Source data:
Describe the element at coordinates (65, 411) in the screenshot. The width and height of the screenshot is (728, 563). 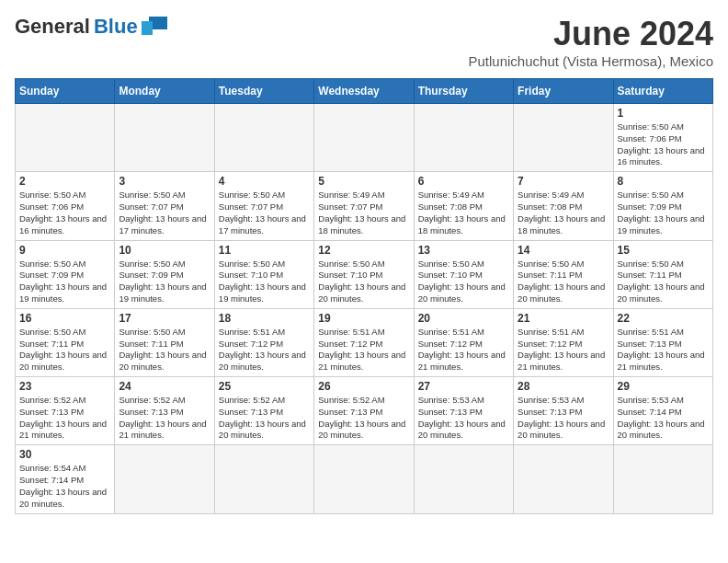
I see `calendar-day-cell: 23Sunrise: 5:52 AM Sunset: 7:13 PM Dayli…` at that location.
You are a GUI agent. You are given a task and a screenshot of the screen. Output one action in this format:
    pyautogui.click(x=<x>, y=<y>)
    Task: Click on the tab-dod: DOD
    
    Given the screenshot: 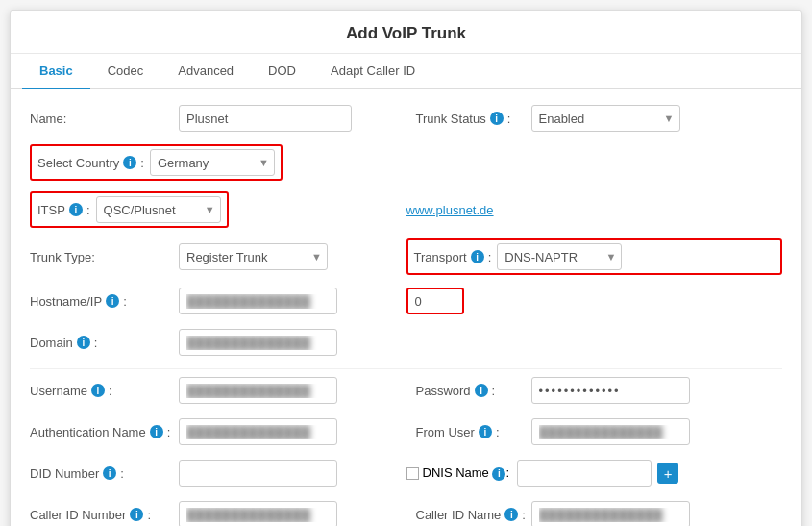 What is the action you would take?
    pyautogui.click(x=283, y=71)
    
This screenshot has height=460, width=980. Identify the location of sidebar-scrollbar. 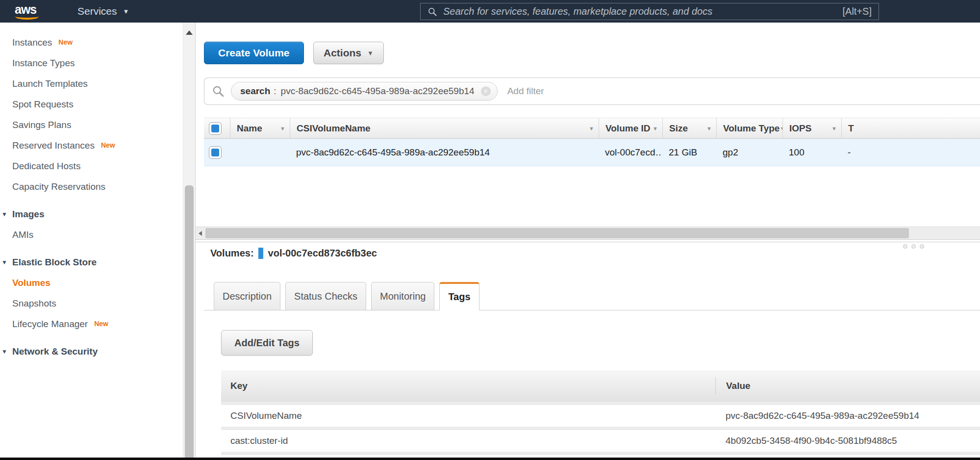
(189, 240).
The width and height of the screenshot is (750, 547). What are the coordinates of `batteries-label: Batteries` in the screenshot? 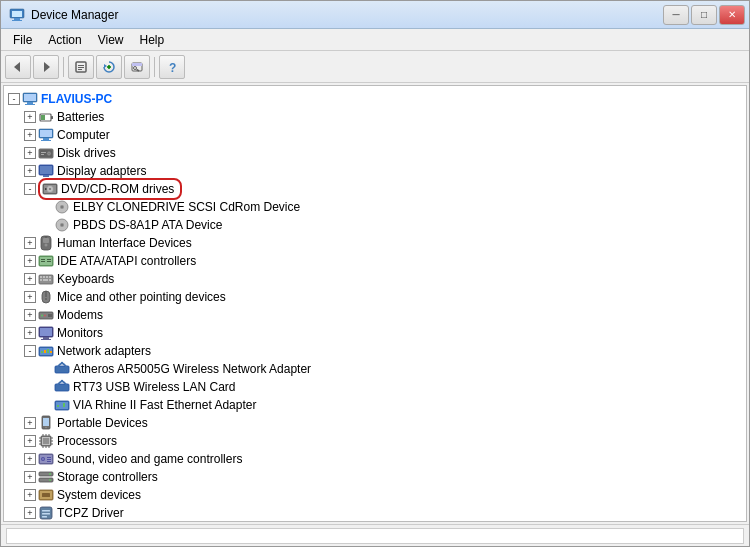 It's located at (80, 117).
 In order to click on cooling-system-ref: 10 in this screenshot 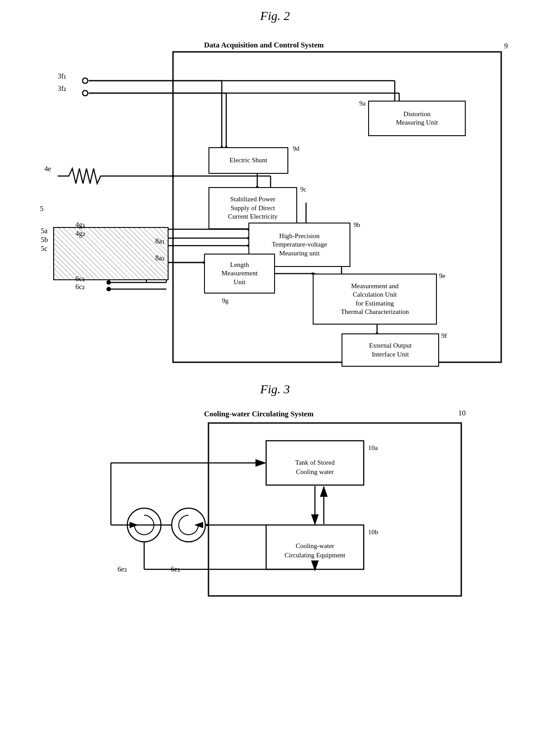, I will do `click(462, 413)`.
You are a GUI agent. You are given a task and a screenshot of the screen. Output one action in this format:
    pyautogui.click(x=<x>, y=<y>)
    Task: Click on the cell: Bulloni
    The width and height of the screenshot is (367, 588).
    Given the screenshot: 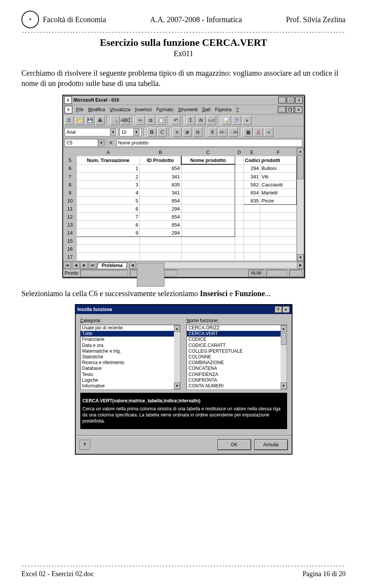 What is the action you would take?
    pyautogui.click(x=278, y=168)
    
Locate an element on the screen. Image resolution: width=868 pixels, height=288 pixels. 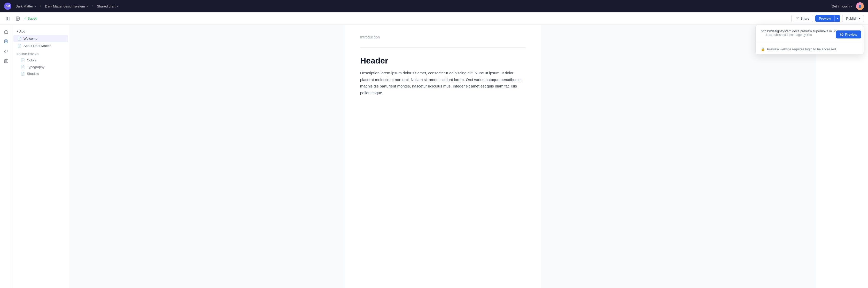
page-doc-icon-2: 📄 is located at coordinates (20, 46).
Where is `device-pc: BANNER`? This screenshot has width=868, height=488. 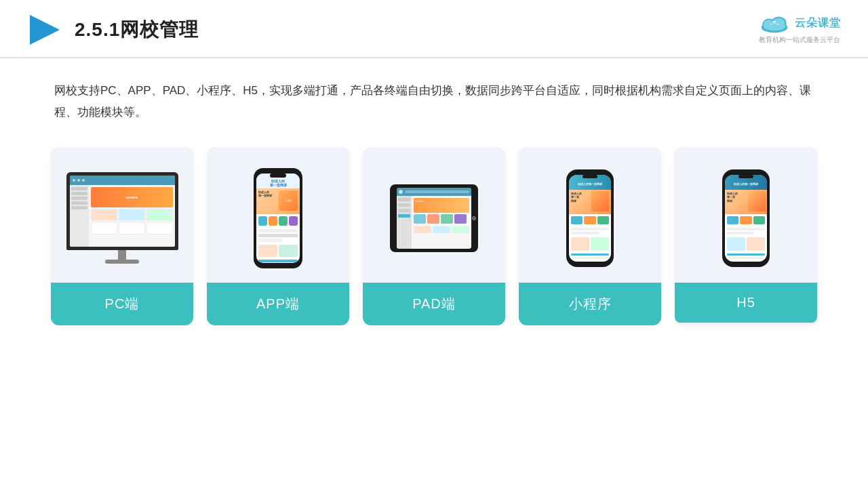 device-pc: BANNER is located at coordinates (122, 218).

### Exercise directions
For this exercise, copy each line of the data above exactly, from the first through the line containing "Task: Click on the tab-dod: DOD", and drop the pictures.

### Response below
Describe the element at coordinates (65, 411) in the screenshot. The width and height of the screenshot is (728, 563). 
I see `calendar-day-cell: 23Sunrise: 5:52 AM Sunset: 7:13 PM Dayli…` at that location.
You are a GUI agent. You are given a task and a screenshot of the screen. Output one action in this format:
    pyautogui.click(x=<x>, y=<y>)
    Task: Click on the tab-dod: DOD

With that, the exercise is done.